We were in a fetid refugee camp in Jenin, and instead the gunman spoke with disturbing relish of the terrible fighting that was about to engulf the camp: "It'll be a massacre," he said. "But we are ready to be martyrs. All of us await our fate . . . we want to go out with bomber's belts strapped to our bodies, because that is better than sitting at home, waiting for them to kill us. So before they kill me, I have to do something - I must explode myself with some Israelis. We want our turn to die . . . it will be good to be with God."

The exploration of the wave of self-destruction in the Middle East started with Shadi Tubasi's April 1 bombing in Haifa. It became a tour of the terror towns of the West Bank and the Gaza Strip; it became a week of clandestine meetings. We came face to face with two bombers who have been trained and were waiting to strike; with the trainers of others and those who dispatch them; with the military and political leadership of Palestinian factional cells that justify the carnage and with the man who they say lit the ideological fuse for this brutal bout of death - the ailing 61-year-old cleric, Sheik Ahmed Yassin.

He said: "The Jews attack and kill our civilians - we will kill theirs. When the first drop of the martyr's blood spills on the ground, he goes to paradise. His victims, the Jews, go to hell." So for him the bomb was "an exceptional weapon".

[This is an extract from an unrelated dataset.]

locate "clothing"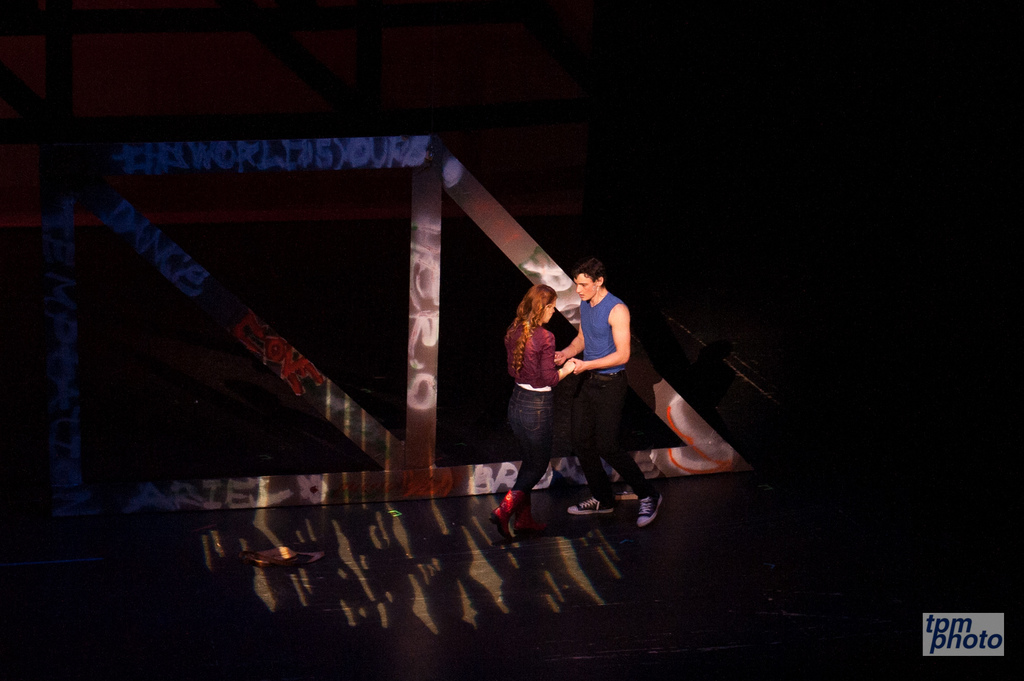
536, 293, 657, 503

Khaled, a hotel worker, spoke in wonderment of a martyr's encounter at the gates of heaven as someone having their file checked: "There will be blessings for 70 of his family and friends. The 72 virgins are real - their skin is so pale and beautiful that you can see the blood in their veins. If one of these virgins spits in the ocean, the seawater becomes sweet. The martyr is so special he does not feel the pain of being in the grave and all that his family has to do to cleanse his file thoroughly, is to repay his outstanding debts."

Surely, we ask, this view of the Quran should be seen as philosophical? As a parable? But no, there was a chorus of disagreement from a gathering of his friends in the teeming Jabalya refugee camp near Gaza City: "No. This is real . . . this is as it will be," said Khaled, as much for himself as on behalf of younger Palestinians who now talk endlessly of the benefits of death over life in a bombing campaign that has killed more than 200 Israelis in 18 months.

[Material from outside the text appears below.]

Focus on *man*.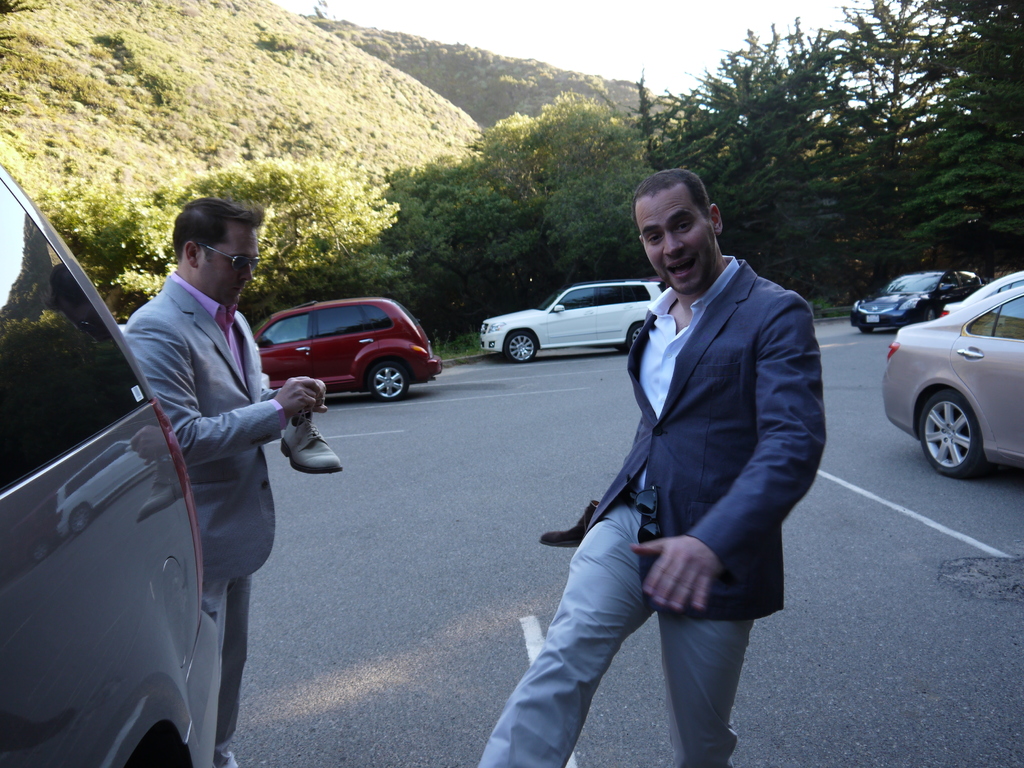
Focused at detection(471, 161, 837, 767).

But Dr Rabah Mohanna, who’s Popular Front for the Liberation of Palestine has claimed its own share of the violence - including last year's assassination of a minister in the Israeli Government - is confounded by youth's lunge for the grave: "Thousands of young men and women are ready to be blown up. It is a new phenomenon - you have no idea how big it is."

Until late last year the sacrifice business had been monopolized by two organizations - the militant and hugely popular Hamas and Islamic Jihad. Both oppose the peace process and the very existence of the state of Israel. But this year they have been overshadowed by a new group - the Al Aqsa Martyrs' Brigade, which grew out of the impoverished Balata refugee camp on the outskirts of Nablus, in an attempt by Yasser Arafat's Fatah faction to mobilize younger members who were switching allegiance to the other two groups.

Political change at the university explains the urgency behind Arafat's Fatah movement setting up the brigade. Fatah used to dominate the student council and the academic staff, but in last year's elections Hamas and Islamic Jihad swept to power. But frustration with the stalled peace process did not fuse just the students. Community opinion polls in recent months have found Palestinian support for the renewed violence runs as high as 80 per cent. And parents are running out of arguments for their children.

As she planned her death in February, 21-year-old Dareen Abu Aisheh argued with her family: "Aren't we being shot down like dogs? Do you feel like a human being when the Israelis control your every move? Do you believe we have a future? If I'm going to die at their hands anyway, why shouldn't I take some of them with me?"

Her uncle, Jasser Khalili, says that finally he had to admit he could not argue against his headstrong niece. She had been angered and depressed by the sacrifice-bomb death of a cousin and after being spurned by Hamas and Islamic Jihad, the Al Aqsa Martyrs' Brigade accepted her as a bomber.

About the same time in Tulkarm, the parents of 15-year-old Noura Shalhoub were trying to lift her out of her depression when she took a kitchen knife and rushed a soldier at a checkpoint near her town. He shot her and she bled to death where she fell.